Aunt Varina put her arms about her and wept with her. “Oh, it is horrible, Sylvia,” she said—“but think how much better that you should find it out before it’s too late! Oh, dear girl, it is so awful to find it out when it’s too late.” Thus the voice of Aunt Varina’s wasted life!

Aunt Nannie came later, as tactful as could have been expected. She did not say, “I told you so,” but she managed to leave with Sylvia the idea that the outcome was within the limits of human understanding. It was a matter of “bad blood;” and “bad blood” was like murder—it would always out. Also Aunt Nannie ventured to hint that it might be that Sylvia had allowed Frank Shirley to “take liberties” with her; and this, of course, made its impression upon the girl, who persuaded herself that she must be partly to blame for her own disgrace.

She became bitter against men; she did not see how she could ever tolerate the presence of one. Her mother, discussing the subject, remarked, “The reason I married your father was that he was the one good man I knew.”

“How did you know that he was good?” demanded the girl.

“Sylvia!” exclaimed her mother, in horror.

“But how? Because he told you so?”

“Miss Margaret” answered hesitatingly, choosing her words for a difficult subject. “I had heard things. Your Aunt Lady told me—how the young men in your father’s set had tried to get him to—to live the wicked life they lived. They made fun of him—called him ‘Miss Nancy’—.” She broke off suddenly. “I cannot talk about such things to my daughter!”

Even from “Aunt Mandy,” the old “black mammy” who had been the first person to hold Sylvia in her arms, the girl now received counsel. “Aunt Mandy” served the coffee in the early morning, and stood in the bedrooms and grinned while the ladies of the family gossiped; she often took part in the conversation, having gathered stores of family wisdom in her sixty-odd years. “Honey, I’se had my cross to bear,” she said to Sylvia, and went on to discuss the depravity of the male animal. “I’se had to beat my old man wid a flatiron, when I ketched him lookin’ roun’ too much—an’ even dat didn’t help much, honey.

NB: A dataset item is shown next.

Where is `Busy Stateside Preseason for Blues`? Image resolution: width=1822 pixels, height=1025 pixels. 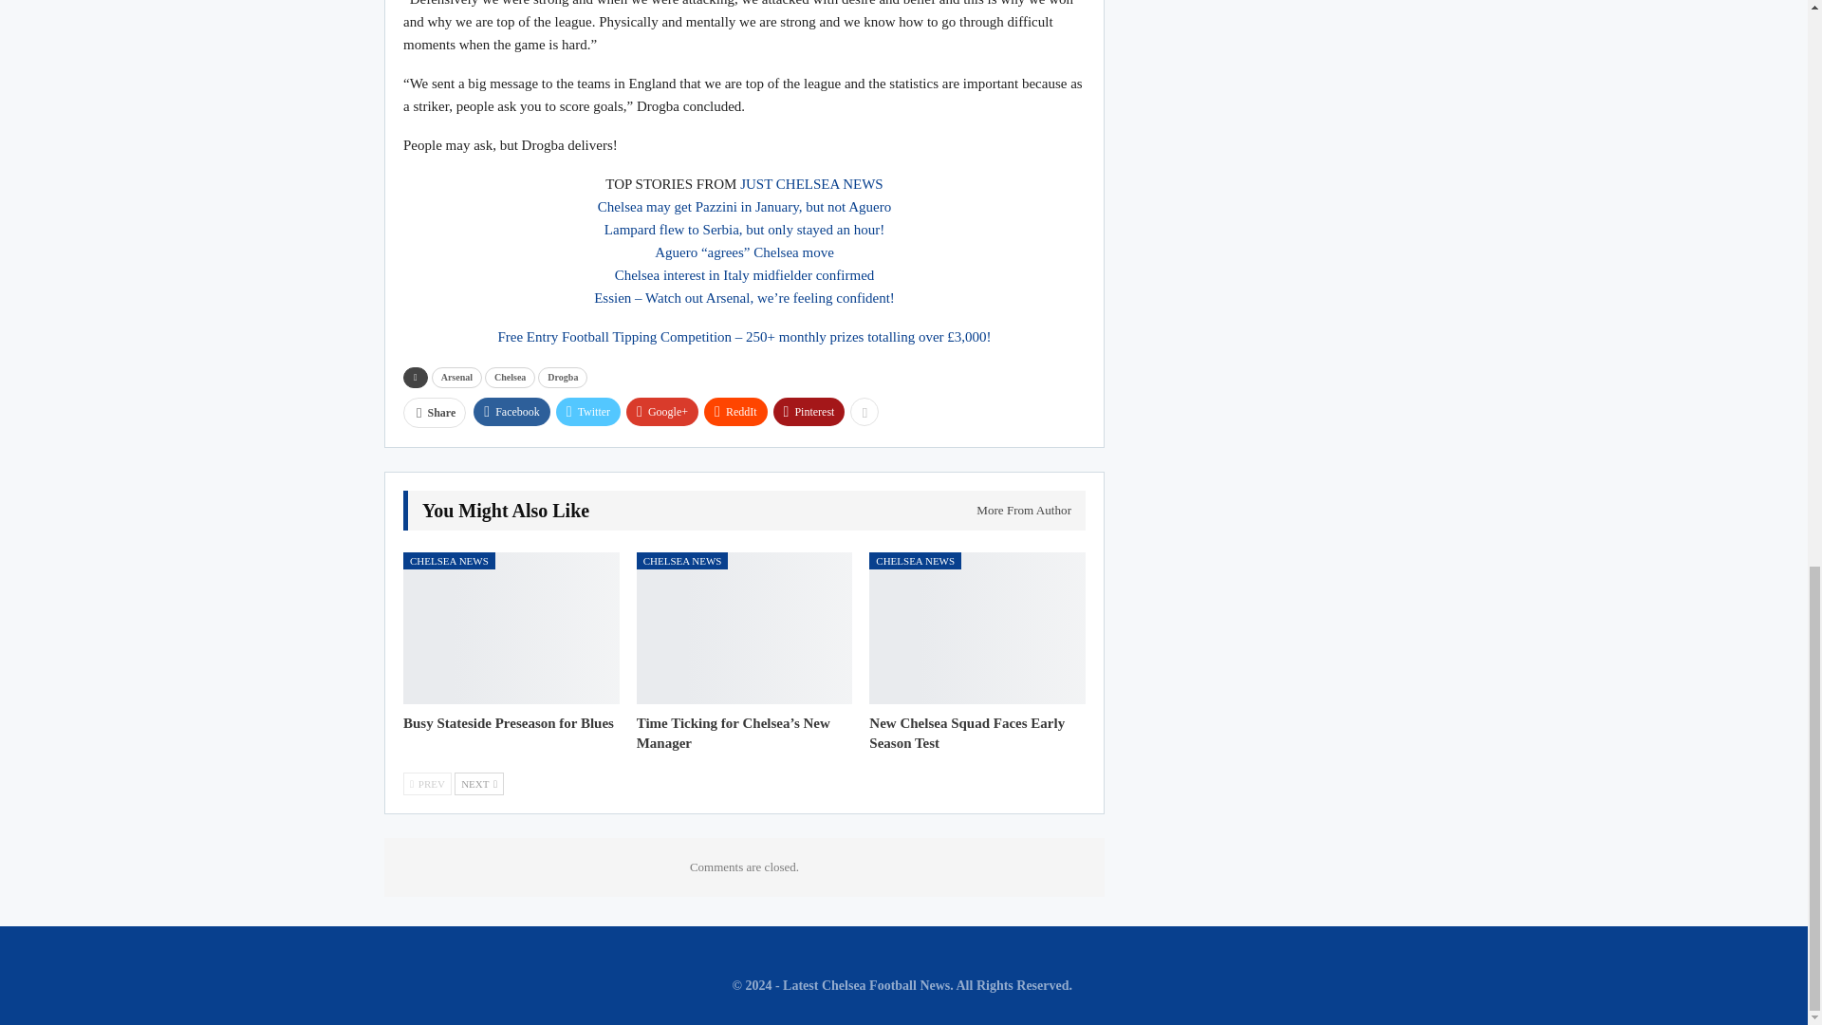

Now I got dem boys o’ mine, what’s allus up in cou’t, makin’ de Major come to pay jail-fines. But how kin I be cross wid ’em, when I knows it’s my own fault?”

“Your fault, Mammy?” said Sylvia. “Why, you are as good a mother——”

“I know, honey, I’se tried to be good; I’se prayed to de Lord—yes, I’se took dem boys to de foot o’ de cross. But de Lord done tole me it’s my fault. ‘Mandy,’ he says, ‘Mandy—look at de daddy you give dem niggers!’ Oh, honey, take dis from yo’ ole mammy, ef you’se gwine ter bring any chillun into de worl’—be careful what kind of a daddy you gives ’em!”